LETTERS: In Tearing Haste: Letters between Deborah Devonshire and Patrick Leigh FermorEdited by Charlotte Mosley John Murray, 390pp, £25
THIS IS A Grand Marnier soufflé of a book, lightly exhilarating and perfectly delicious. Yes, there really are still a few people who write letters to each other, by hand, on paper.
In Tearing Hasteis a collection of delightfully gossipy Platonic love letters, dating from 1954 almost to the present, between Deborah, Duchess of Devonshire, the youngest of the six beautiful Mitford sisters, and Sir Patrick Leigh Fermor, of legendary handsomeness, wartime bravery and perennial literary stylishness. Most of his letters, belying the book's title, seem to have been written with the exquisite artistry that gained him the reputation of the foremost travel writer in English of the 20th century; hers with the girlish joie de vivre she has somehow retained from the Mitfords' Oxfordshire nursery. Both Debo and Paddy, as they address each other, write letters as intimately revealing as diaries.
The duchess at the age of 88 and Leigh Fermor at 93 continue to correspond. They have allowed access to about 600 of their letters for publication. It was a good idea to do so, as they were able to help Charlotte Mosley to introduce and edit them, ensuring the accuracy of the footnotes. Some of the numerous dramatis personaeare only nicknamed in the texts. For example, they call the Queen Mother "Cake", because of her sweet tooth. Mosley is an ideal editor.
Being the daughter of Diana Mosley, née Mitford, she understands the idiosyncrasies of her aunt and her friends. Mosley knows at first hand how much the duchess has done to restore and enliven Chatsworth, the Devonshires' ancestral home in Derbyshire, and Lismore Castle, their ancient home from home in Co Waterford.
THE EDITOR APPRECIATES THAT DEBO and Paddy are both apolitical, generously upbeat extroverts but complementarily unlike as writers. Leigh Fermor regards letters as an art form. Two of his books, A Time to Keep Silence, about monastic seclusion, and Three Letters from the Andes, about mountaineering, were written, ostensibly, as letters to the author's wife, Joan, with awareness of possible publication.
"In complete contrast," as Mosley writes, "Debo's letters are breezy and spontaneous . . . Where Paddy is dazzlingly erudite, widely read and a polyglot, Debo is defiantly (at times disingenuously) a non-reader, puncturing any intellectuality or use of a foreign word with 'Ah oui,' or 'quelle horrible surprise.'" Actually, she has published 10 books herself.
Debo and Paddy have a great capacity for wide-ranging, long-lasting friendships on all levels of society. Here is a rich assortment of vividly depicted people and places, memorially fixed for as long as people read good books and admiringly wonder at what Paddy repeatedly declares are "tons of love".
Debo fondly remembers President Kennedy and other friends, and also tells Paddy quite a lot he didn't know about the ailments of sheep. He writes in a letter on paper purloined from Windsor Castle after dinner with the Queen: "Pussy-cat, pussy-cat, where have you been?" and recalls an extraordinarily amicable reunion with Major-General Heinrich Kreipe, whom he and comrades heroically abducted from Crete during the Nazi occupation.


Scan the data below and pick out the lines containing the word "marker".

***** Recorded data

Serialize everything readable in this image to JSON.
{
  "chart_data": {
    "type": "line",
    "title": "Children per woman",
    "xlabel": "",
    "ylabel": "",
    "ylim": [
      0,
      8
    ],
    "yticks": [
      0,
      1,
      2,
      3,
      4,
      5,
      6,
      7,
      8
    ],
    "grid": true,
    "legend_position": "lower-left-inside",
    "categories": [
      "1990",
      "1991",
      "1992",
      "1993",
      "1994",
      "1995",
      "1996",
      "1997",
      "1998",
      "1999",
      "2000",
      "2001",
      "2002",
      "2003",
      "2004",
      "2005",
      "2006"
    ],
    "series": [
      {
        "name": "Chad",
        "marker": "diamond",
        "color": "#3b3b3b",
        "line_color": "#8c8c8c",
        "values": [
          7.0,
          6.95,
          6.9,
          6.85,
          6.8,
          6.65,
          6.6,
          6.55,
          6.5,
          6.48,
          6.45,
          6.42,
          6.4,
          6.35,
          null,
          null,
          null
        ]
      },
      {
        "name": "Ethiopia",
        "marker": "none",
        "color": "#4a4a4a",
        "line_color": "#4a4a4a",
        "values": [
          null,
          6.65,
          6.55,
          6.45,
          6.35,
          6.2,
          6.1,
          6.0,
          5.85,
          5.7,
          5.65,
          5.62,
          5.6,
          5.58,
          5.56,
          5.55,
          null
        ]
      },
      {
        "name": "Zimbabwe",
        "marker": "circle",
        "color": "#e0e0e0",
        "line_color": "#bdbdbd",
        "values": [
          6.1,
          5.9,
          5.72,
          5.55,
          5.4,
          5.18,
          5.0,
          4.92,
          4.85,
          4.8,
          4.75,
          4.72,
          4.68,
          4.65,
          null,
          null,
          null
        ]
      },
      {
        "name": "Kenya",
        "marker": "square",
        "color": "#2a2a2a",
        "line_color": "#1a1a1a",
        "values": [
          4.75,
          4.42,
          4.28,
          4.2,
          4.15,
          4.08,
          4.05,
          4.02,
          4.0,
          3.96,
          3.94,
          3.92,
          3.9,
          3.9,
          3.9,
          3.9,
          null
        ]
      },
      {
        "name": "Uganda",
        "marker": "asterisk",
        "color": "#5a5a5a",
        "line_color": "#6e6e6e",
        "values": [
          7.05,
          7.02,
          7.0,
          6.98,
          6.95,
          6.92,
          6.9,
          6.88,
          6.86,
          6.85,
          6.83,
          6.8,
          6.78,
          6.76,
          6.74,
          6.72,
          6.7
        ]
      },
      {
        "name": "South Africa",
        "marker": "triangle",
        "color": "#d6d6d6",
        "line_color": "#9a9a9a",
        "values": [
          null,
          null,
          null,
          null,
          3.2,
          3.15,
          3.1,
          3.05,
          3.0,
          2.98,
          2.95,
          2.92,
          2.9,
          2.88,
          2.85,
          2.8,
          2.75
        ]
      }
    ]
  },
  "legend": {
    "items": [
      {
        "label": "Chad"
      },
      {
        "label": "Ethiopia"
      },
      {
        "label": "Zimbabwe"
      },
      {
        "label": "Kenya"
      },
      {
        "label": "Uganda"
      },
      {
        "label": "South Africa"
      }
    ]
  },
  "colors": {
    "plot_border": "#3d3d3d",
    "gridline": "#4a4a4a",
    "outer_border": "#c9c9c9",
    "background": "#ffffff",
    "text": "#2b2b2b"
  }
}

**********

§ **Answer**
        "marker": "diamond",
        "marker": "none",
        "marker": "circle",
        "marker": "square",
        "marker": "asterisk",
        "marker": "triangle",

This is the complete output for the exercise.